In the kitchen, their mother—looking incongruously cheerful becaus
e of the white apron covering the black widow’s frock that she had worn since her husband’s death the previous winter—produced a pile of egg and lettuce sandwiches, which were resting under a cloth on the long counter by the sink. She was pulling the lid off a tin of seed cake when they came in, letting the screen door slam. “Prop that damn door up,” Gladys Hughes said. “We can’t have it banging all day.” Mabel pushed another piece of wood into the stove and put the kettle on. Two large brown teapots were ready on the counter.
“Hello, Mrs. Hughes,” Isabel said, standing by the sink, her hands in the pockets of her apron, her black curly hair pulled away from her face. Bangs curled over her forehead emphasizing her dark eyes. Her small face at rest was always serious, as if she were anticipating some unexpected threat.
Why did that girl always look so uncomfortable, Gladys thought, looking at her, “Hello, Isabel. Your mother all right?”
“Yeah, she’s all right. She stayed home.”
“Yes, I can see that.

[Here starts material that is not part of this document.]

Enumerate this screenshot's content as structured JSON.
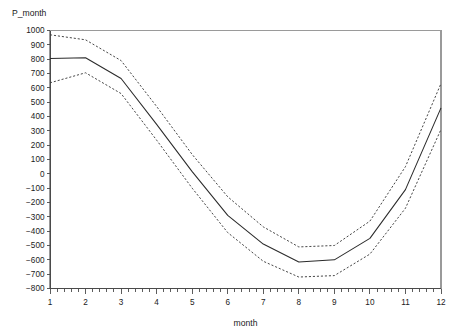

And little Joe? Why didn’t he come? We’ve lots to eat.”
“He’s home too. He’s not feeling well.”
“Well, it’s good of you to come and help.”
“Here, you take these,” Mabel handed Isabel the tablecloth and napkins and then pointed at the drawer. “Gwen, get the forks. Will we need knives? I’ll bring the plates.” On the way across the yard, Mabel called out to Andrew, “You can help with the chairs and benches. Maybe we’ll let you have something to eat then.”
Andrew, feeling that Mabel’s warning was in earnest, carried chairs one by one from the kitchen and then helped Gwen with the two benches that were kept in the garage.
Called to lunch, the work party went around the back of the house to the tap. Gladys was arranging the food on the table. “Better take them some towels,” she said to Mabel. “They’ll be unusable after they finish with them,” she added glumly.